A fall in the average quality of France's soft wheat harvest this year will lead to an increase in flour prices linked to additional work for millers to sort good grains from poor ones, a senior member of French millers group ANMF has said.
However, there should be no impact on total volume of flour produced in France this year, said Erick Roos, chairman of ANMF's process commission and director general of Moulins Soufflet, one of Europe's biggest millers.
Heavy summer rain in France, the European Union's biggest grain producer, has slowed field work and led to low readings in some key milling criteria, although the harvest is still expected to rise well above last year's poor crop in volume.
"It will not be simple and it will cost a little more even if it's too early to say how much. What's for sure is that the extra cost has nothing to do in terms of proportion compared to the surge in wheat prices," Roos said.
Soft Wheat Prices
French soft wheat prices on the cash market have risen by €70 a tonne, or nearly a third, in the past month while September rose to the highest front-month price since March 2008 on Monday, as the market wrestled with rain damage to the EU crop and lower global supplies.
French flour output this year was still expected around last year's at 3.6 million tonnes. The industry traditionally consumes a little less than 5 million tonnes of milling wheat annually.
This year's wheat crop in France is expected at nearly 37 million tonnes.
The harvest was expected to show significantly lower average Hagberg falling numbers and test weights, two key quality criteria for the milling industry, Roos said.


PROBLEM TO SOLVE: Without including any pictures, write out the data below exactly.

Figure record extracts:
▶

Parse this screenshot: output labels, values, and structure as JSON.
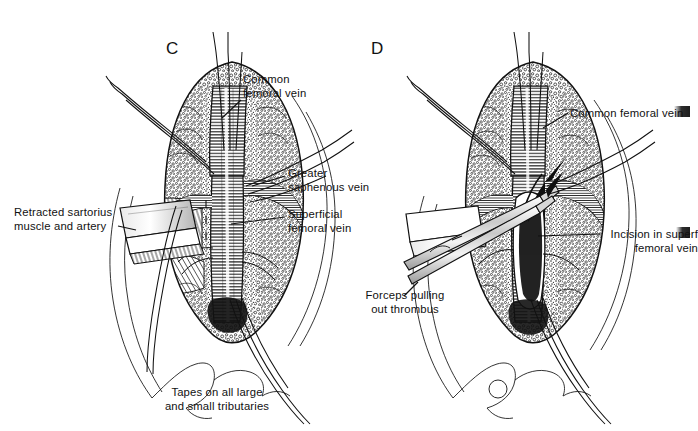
{
  "figure": {
    "background_color": "#ffffff",
    "ink_color": "#111111",
    "style": "pen-and-ink stipple surgical illustration"
  },
  "panels": [
    {
      "id": "C",
      "letter": "C",
      "caption": "Tapes on all large\nand small tributaries",
      "labels": [
        {
          "name": "common-femoral-vein",
          "text": "Common\nfemoral vein",
          "align": "left"
        },
        {
          "name": "greater-saphenous-vein",
          "text": "Greater\nsaphenous vein",
          "align": "left"
        },
        {
          "name": "superficial-femoral-vein",
          "text": "Superficial\nfemoral vein",
          "align": "left"
        },
        {
          "name": "retracted-sartorius",
          "text": "Retracted sartorius\nmuscle and artery",
          "align": "left"
        }
      ]
    },
    {
      "id": "D",
      "letter": "D",
      "caption": "Forceps pulling\nout thrombus",
      "labels": [
        {
          "name": "common-femoral-vein",
          "text": "Common femoral vein",
          "align": "left"
        },
        {
          "name": "incision-superficial-femoral-vein",
          "text": "Incision in superf\nfemoral vein",
          "align": "right"
        }
      ]
    }
  ]
}
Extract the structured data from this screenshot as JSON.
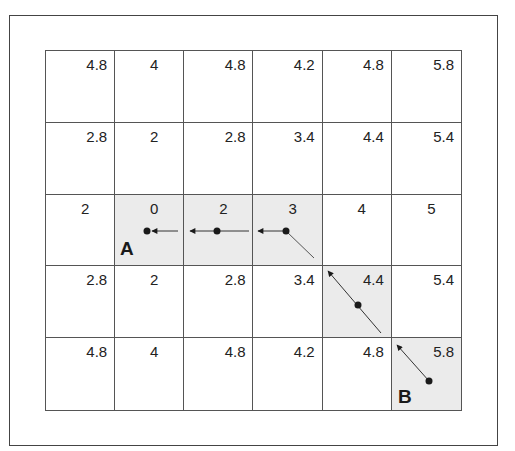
{
  "diagram": {
    "type": "grid-path",
    "rows": 5,
    "cols": 6,
    "cells": [
      [
        "4.8",
        "4",
        "4.8",
        "4.2",
        "4.8",
        "5.8"
      ],
      [
        "2.8",
        "2",
        "2.8",
        "3.4",
        "4.4",
        "5.4"
      ],
      [
        "2",
        "0",
        "2",
        "3",
        "4",
        "5"
      ],
      [
        "2.8",
        "2",
        "2.8",
        "3.4",
        "4.4",
        "5.4"
      ],
      [
        "4.8",
        "4",
        "4.8",
        "4.2",
        "4.8",
        "5.8"
      ]
    ],
    "shaded_cells": [
      [
        2,
        1
      ],
      [
        2,
        2
      ],
      [
        2,
        3
      ],
      [
        3,
        4
      ],
      [
        4,
        5
      ]
    ],
    "start_label": "A",
    "start_cell": [
      2,
      1
    ],
    "end_label": "B",
    "end_cell": [
      4,
      5
    ],
    "path_direction": "from B toward A",
    "colors": {
      "shade": "#ebebeb",
      "line": "#555555",
      "arrow": "#1a1a1a"
    }
  },
  "labels": {
    "a": "A",
    "b": "B"
  }
}
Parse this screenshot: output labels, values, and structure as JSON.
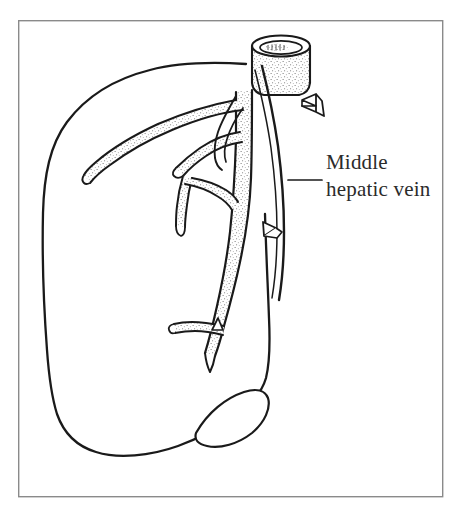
{
  "figure": {
    "kind": "line-drawing",
    "background_color": "#ffffff",
    "ink_color": "#1a1a1a",
    "stipple_color": "#555555",
    "border": {
      "name": "figure-border",
      "color": "#8a8a8a",
      "x": 18,
      "y": 20,
      "width": 425,
      "height": 477,
      "stroke_width": 1.4
    }
  },
  "annotations": {
    "leader_line": {
      "name": "leader-line",
      "color": "#1a1a1a",
      "x1": 288,
      "y1": 180,
      "x2": 322,
      "y2": 180
    },
    "label": {
      "name": "middle-hepatic-vein-label",
      "line_1": "Middle",
      "line_2": "hepatic vein",
      "x": 326,
      "y_line_1": 169,
      "y_line_2": 196,
      "font_size": 21,
      "color": "#2b2b2b"
    }
  },
  "structures": [
    {
      "name": "liver-outline",
      "label": "Liver parenchyma outline",
      "color": "#1a1a1a"
    },
    {
      "name": "inferior-vena-cava-stump",
      "label": "Cut inferior vena cava stump",
      "color": "#1a1a1a"
    },
    {
      "name": "middle-hepatic-vein",
      "label": "Middle hepatic vein trunk and tributaries",
      "color": "#1a1a1a"
    },
    {
      "name": "gallbladder",
      "label": "Gallbladder",
      "color": "#1a1a1a"
    },
    {
      "name": "surgical-clip-upper",
      "label": "Upper surgical clip",
      "color": "#1a1a1a"
    },
    {
      "name": "surgical-clip-lower",
      "label": "Lower surgical clip",
      "color": "#1a1a1a"
    }
  ]
}
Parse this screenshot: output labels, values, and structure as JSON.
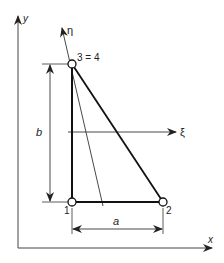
{
  "figure": {
    "type": "triangular finite element in local and global coordinates",
    "axes": {
      "global_x_label": "x",
      "global_y_label": "y",
      "local_xi_label": "ξ",
      "local_eta_label": "η"
    },
    "nodes": [
      {
        "id": "1",
        "label": "1"
      },
      {
        "id": "2",
        "label": "2"
      },
      {
        "id": "3",
        "label": "3 = 4"
      }
    ],
    "dimensions": {
      "width_label": "a",
      "height_label": "b"
    },
    "colors": {
      "line": "#222222",
      "background": "#ffffff"
    }
  }
}
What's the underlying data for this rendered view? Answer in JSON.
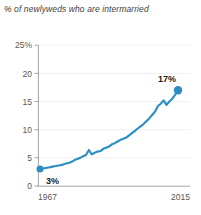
{
  "chart_data": {
    "type": "line",
    "title": "% of newlyweds who are intermarried",
    "xlabel": "",
    "ylabel": "",
    "ylim": [
      0,
      25
    ],
    "xlim": [
      1967,
      2015
    ],
    "grid": true,
    "legend": false,
    "y_ticks": [
      "25%",
      "20",
      "15",
      "10",
      "5",
      "0"
    ],
    "y_tick_values": [
      25,
      20,
      15,
      10,
      5,
      0
    ],
    "x_ticks": [
      "1967",
      "2015"
    ],
    "x_tick_values": [
      1967,
      2015
    ],
    "series": [
      {
        "name": "Newlyweds intermarried",
        "color": "#2a8ec4",
        "x": [
          1967,
          1968,
          1969,
          1970,
          1971,
          1972,
          1973,
          1974,
          1975,
          1976,
          1977,
          1978,
          1979,
          1980,
          1981,
          1982,
          1983,
          1984,
          1985,
          1986,
          1987,
          1988,
          1989,
          1990,
          1991,
          1992,
          1993,
          1994,
          1995,
          1996,
          1997,
          1998,
          1999,
          2000,
          2001,
          2002,
          2003,
          2004,
          2005,
          2006,
          2007,
          2008,
          2009,
          2010,
          2011,
          2012,
          2013,
          2014,
          2015
        ],
        "values": [
          3.0,
          3.1,
          3.2,
          3.3,
          3.4,
          3.5,
          3.6,
          3.7,
          3.8,
          4.0,
          4.1,
          4.3,
          4.6,
          4.8,
          5.0,
          5.3,
          5.5,
          6.4,
          5.6,
          5.9,
          6.1,
          6.2,
          6.6,
          6.8,
          7.0,
          7.4,
          7.6,
          7.9,
          8.2,
          8.4,
          8.6,
          9.0,
          9.4,
          9.8,
          10.2,
          10.6,
          11.0,
          11.5,
          12.0,
          12.6,
          13.2,
          14.2,
          14.6,
          15.2,
          14.4,
          15.0,
          15.5,
          16.2,
          17.0
        ]
      }
    ],
    "annotations": [
      {
        "label": "3%",
        "x": 1967,
        "y": 3,
        "position": "below-right"
      },
      {
        "label": "17%",
        "x": 2015,
        "y": 17,
        "position": "above-left"
      }
    ],
    "markers": [
      {
        "x": 1967,
        "y": 3,
        "color": "#2a8ec4"
      },
      {
        "x": 2015,
        "y": 17,
        "color": "#2a8ec4"
      }
    ]
  },
  "colors": {
    "accent": "#2a8ec4",
    "title_text": "#3d3d3d",
    "tick_text": "#58585a",
    "callout_text": "#1b1b1b",
    "gridline": "#e9e9e9",
    "axis": "#8d8d8d",
    "background": "#ffffff"
  }
}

◀

PROBLEM SOLUTION:
Parse this screenshot: output labels, values, and structure as JSON.
{
  "figure": {
    "background_color": "#ffffff",
    "ink_color": "#111111",
    "style": "pen-and-ink stipple surgical illustration"
  },
  "panels": [
    {
      "id": "C",
      "letter": "C",
      "caption": "Tapes on all large\nand small tributaries",
      "labels": [
        {
          "name": "common-femoral-vein",
          "text": "Common\nfemoral vein",
          "align": "left"
        },
        {
          "name": "greater-saphenous-vein",
          "text": "Greater\nsaphenous vein",
          "align": "left"
        },
        {
          "name": "superficial-femoral-vein",
          "text": "Superficial\nfemoral vein",
          "align": "left"
        },
        {
          "name": "retracted-sartorius",
          "text": "Retracted sartorius\nmuscle and artery",
          "align": "left"
        }
      ]
    },
    {
      "id": "D",
      "letter": "D",
      "caption": "Forceps pulling\nout thrombus",
      "labels": [
        {
          "name": "common-femoral-vein",
          "text": "Common femoral vein",
          "align": "left"
        },
        {
          "name": "incision-superficial-femoral-vein",
          "text": "Incision in superf\nfemoral vein",
          "align": "right"
        }
      ]
    }
  ]
}
Extract the structured data from this screenshot as JSON.
{
  "diagram": {
    "type": "grid-path",
    "rows": 5,
    "cols": 6,
    "cells": [
      [
        "4.8",
        "4",
        "4.8",
        "4.2",
        "4.8",
        "5.8"
      ],
      [
        "2.8",
        "2",
        "2.8",
        "3.4",
        "4.4",
        "5.4"
      ],
      [
        "2",
        "0",
        "2",
        "3",
        "4",
        "5"
      ],
      [
        "2.8",
        "2",
        "2.8",
        "3.4",
        "4.4",
        "5.4"
      ],
      [
        "4.8",
        "4",
        "4.8",
        "4.2",
        "4.8",
        "5.8"
      ]
    ],
    "shaded_cells": [
      [
        2,
        1
      ],
      [
        2,
        2
      ],
      [
        2,
        3
      ],
      [
        3,
        4
      ],
      [
        4,
        5
      ]
    ],
    "start_label": "A",
    "start_cell": [
      2,
      1
    ],
    "end_label": "B",
    "end_cell": [
      4,
      5
    ],
    "path_direction": "from B toward A",
    "colors": {
      "shade": "#ebebeb",
      "line": "#555555",
      "arrow": "#1a1a1a"
    }
  },
  "labels": {
    "a": "A",
    "b": "B"
  }
}
Parse this screenshot: output labels, values, and structure as JSON.
{
  "figure": {
    "kind": "line-drawing",
    "background_color": "#ffffff",
    "ink_color": "#1a1a1a",
    "stipple_color": "#555555",
    "border": {
      "name": "figure-border",
      "color": "#8a8a8a",
      "x": 18,
      "y": 20,
      "width": 425,
      "height": 477,
      "stroke_width": 1.4
    }
  },
  "annotations": {
    "leader_line": {
      "name": "leader-line",
      "color": "#1a1a1a",
      "x1": 288,
      "y1": 180,
      "x2": 322,
      "y2": 180
    },
    "label": {
      "name": "middle-hepatic-vein-label",
      "line_1": "Middle",
      "line_2": "hepatic vein",
      "x": 326,
      "y_line_1": 169,
      "y_line_2": 196,
      "font_size": 21,
      "color": "#2b2b2b"
    }
  },
  "structures": [
    {
      "name": "liver-outline",
      "label": "Liver parenchyma outline",
      "color": "#1a1a1a"
    },
    {
      "name": "inferior-vena-cava-stump",
      "label": "Cut inferior vena cava stump",
      "color": "#1a1a1a"
    },
    {
      "name": "middle-hepatic-vein",
      "label": "Middle hepatic vein trunk and tributaries",
      "color": "#1a1a1a"
    },
    {
      "name": "gallbladder",
      "label": "Gallbladder",
      "color": "#1a1a1a"
    },
    {
      "name": "surgical-clip-upper",
      "label": "Upper surgical clip",
      "color": "#1a1a1a"
    },
    {
      "name": "surgical-clip-lower",
      "label": "Lower surgical clip",
      "color": "#1a1a1a"
    }
  ]
}
Parse this screenshot: output labels, values, and structure as JSON.
{
  "figure": {
    "type": "triangular finite element in local and global coordinates",
    "axes": {
      "global_x_label": "x",
      "global_y_label": "y",
      "local_xi_label": "ξ",
      "local_eta_label": "η"
    },
    "nodes": [
      {
        "id": "1",
        "label": "1"
      },
      {
        "id": "2",
        "label": "2"
      },
      {
        "id": "3",
        "label": "3 = 4"
      }
    ],
    "dimensions": {
      "width_label": "a",
      "height_label": "b"
    },
    "colors": {
      "line": "#222222",
      "background": "#ffffff"
    }
  }
}
What's the underlying data for this rendered view? Answer in JSON.
{
  "chart_data": {
    "type": "line",
    "title": "% of newlyweds who are intermarried",
    "xlabel": "",
    "ylabel": "",
    "ylim": [
      0,
      25
    ],
    "xlim": [
      1967,
      2015
    ],
    "grid": true,
    "legend": false,
    "y_ticks": [
      "25%",
      "20",
      "15",
      "10",
      "5",
      "0"
    ],
    "y_tick_values": [
      25,
      20,
      15,
      10,
      5,
      0
    ],
    "x_ticks": [
      "1967",
      "2015"
    ],
    "x_tick_values": [
      1967,
      2015
    ],
    "series": [
      {
        "name": "Newlyweds intermarried",
        "color": "#2a8ec4",
        "x": [
          1967,
          1968,
          1969,
          1970,
          1971,
          1972,
          1973,
          1974,
          1975,
          1976,
          1977,
          1978,
          1979,
          1980,
          1981,
          1982,
          1983,
          1984,
          1985,
          1986,
          1987,
          1988,
          1989,
          1990,
          1991,
          1992,
          1993,
          1994,
          1995,
          1996,
          1997,
          1998,
          1999,
          2000,
          2001,
          2002,
          2003,
          2004,
          2005,
          2006,
          2007,
          2008,
          2009,
          2010,
          2011,
          2012,
          2013,
          2014,
          2015
        ],
        "values": [
          3.0,
          3.1,
          3.2,
          3.3,
          3.4,
          3.5,
          3.6,
          3.7,
          3.8,
          4.0,
          4.1,
          4.3,
          4.6,
          4.8,
          5.0,
          5.3,
          5.5,
          6.4,
          5.6,
          5.9,
          6.1,
          6.2,
          6.6,
          6.8,
          7.0,
          7.4,
          7.6,
          7.9,
          8.2,
          8.4,
          8.6,
          9.0,
          9.4,
          9.8,
          10.2,
          10.6,
          11.0,
          11.5,
          12.0,
          12.6,
          13.2,
          14.2,
          14.6,
          15.2,
          14.4,
          15.0,
          15.5,
          16.2,
          17.0
        ]
      }
    ],
    "annotations": [
      {
        "label": "3%",
        "x": 1967,
        "y": 3,
        "position": "below-right"
      },
      {
        "label": "17%",
        "x": 2015,
        "y": 17,
        "position": "above-left"
      }
    ],
    "markers": [
      {
        "x": 1967,
        "y": 3,
        "color": "#2a8ec4"
      },
      {
        "x": 2015,
        "y": 17,
        "color": "#2a8ec4"
      }
    ]
  },
  "colors": {
    "accent": "#2a8ec4",
    "title_text": "#3d3d3d",
    "tick_text": "#58585a",
    "callout_text": "#1b1b1b",
    "gridline": "#e9e9e9",
    "axis": "#8d8d8d",
    "background": "#ffffff"
  }
}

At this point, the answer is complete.